Steven Hochstadt was awarded the Social Science History Association's Allan Sharlin Memorial Award in 2000 for "Mobility and Modernity," He is Associate Professor of History, Bates College.

Additional Information
BISAC Categories:
- History | Europe - Germany
- Social Science | Emigration & Immigration
- Social Science | Ethnic Studies - General
Dewey: 307.209
LCCN: 98-40110
Series: Social History, Popular Culture, and Politics in Germany
Physical Information: 1.28" H x 6.14" W x 9.24" (1.57 lbs) 352 pages
Themes:
- Chronological Period - 19th Century
- Chronological Period - 20th Century
- Cultural Region - Germany
- Ethnic Orientation - German
 
Descriptions, Reviews, Etc.
Publisher Description:
Mobility and Modernity uses voluminous German data on migrations over the past two centuries to demonstrate why conventional assumptions about the relationship between mobility and modernity must be revised.

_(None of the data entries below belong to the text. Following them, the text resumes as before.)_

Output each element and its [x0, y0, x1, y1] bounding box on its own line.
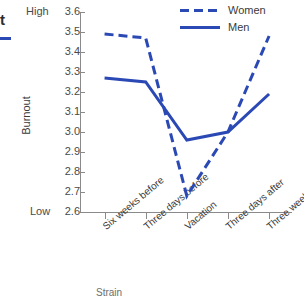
- chart-figure: t High Low Burnout 3.63.53.43.33.23.13.0…: [0, 0, 304, 300]
- y-tick-label: 3.0: [54, 126, 80, 137]
- legend-label: Women: [228, 2, 266, 19]
- y-axis-title: Burnout: [21, 86, 32, 146]
- legend-swatch-women: [180, 9, 220, 12]
- y-axis-low-anchor: Low: [30, 206, 50, 217]
- y-axis-high-anchor: High: [26, 6, 49, 17]
- y-tick-label: 2.6: [54, 206, 80, 217]
- y-tick-label: 2.9: [54, 146, 80, 157]
- title-accent-rule: [0, 37, 11, 40]
- y-tick-label: 3.3: [54, 66, 80, 77]
- series-line-men: [105, 78, 270, 140]
- title-fragment: t: [0, 12, 5, 27]
- y-tick-label: 2.8: [54, 166, 80, 177]
- y-tick-label: 2.7: [54, 186, 80, 197]
- x-axis-title: Strain: [96, 288, 122, 298]
- y-tick-label: 3.1: [54, 106, 80, 117]
- y-axis-ticks: 3.63.53.43.33.23.13.02.92.82.72.6: [52, 0, 80, 300]
- y-tick-label: 3.5: [54, 26, 80, 37]
- y-tick-label: 3.2: [54, 86, 80, 97]
- y-tick-label: 3.4: [54, 46, 80, 57]
- legend-label: Men: [228, 19, 249, 36]
- legend-swatch-men: [180, 26, 220, 29]
- series-lines: [80, 12, 292, 212]
- plot-area: [80, 12, 292, 212]
- y-tick-label: 3.6: [54, 6, 80, 17]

Thus far the changing total volume of migration has not been traced over a long period for any country. Unique migration registration statistics, both detailed and broadly geographical in coverage, allow the precise plotting of migration rates in Germany since 1820. Steve Hochstadt combines careful quantitative methods, easily understood numerical data, and social analysis based upon broad reading in German social history to show that current beliefs about the direction and timing of changes in German mobility, which have been based on late nineteenth-century anxieties about urbanization and industrialization, do not match the data.
Migration rates in Germany rose continuously throughout the nineteenth century, and have fallen during the twentieth century. Mobility, Hochstadt argues, was not an unprecedented accompaniment to industrialization, but a traditional rural response to specific economic changes. Hochstadt's more precise analysis of urban in- and outmigration shows the mechanism of urbanization to have been the migration of families rather than the much greater, but also more circular, migration of single men and women.
Hochstadt demonstrates the importance of examining historical behavior, powerfully justifying the methods of historical demography as a path to social understanding. The data and specific conclusions are German, but the methods and reinterpretaion of migration history have much wider application, both to other modern European nations and to currently developing countries. Those who study the modern social history of Europe, the mechanisms that formed urban working classes, and the methods of historical demography will be interested in Hochstadt's work.
Steven Hochstadt was awarded the Social Science History Association's Allan Sharlin Memorial Award in 2000 for Mobility and Modernity. He is Associate Professor of History, Bates College.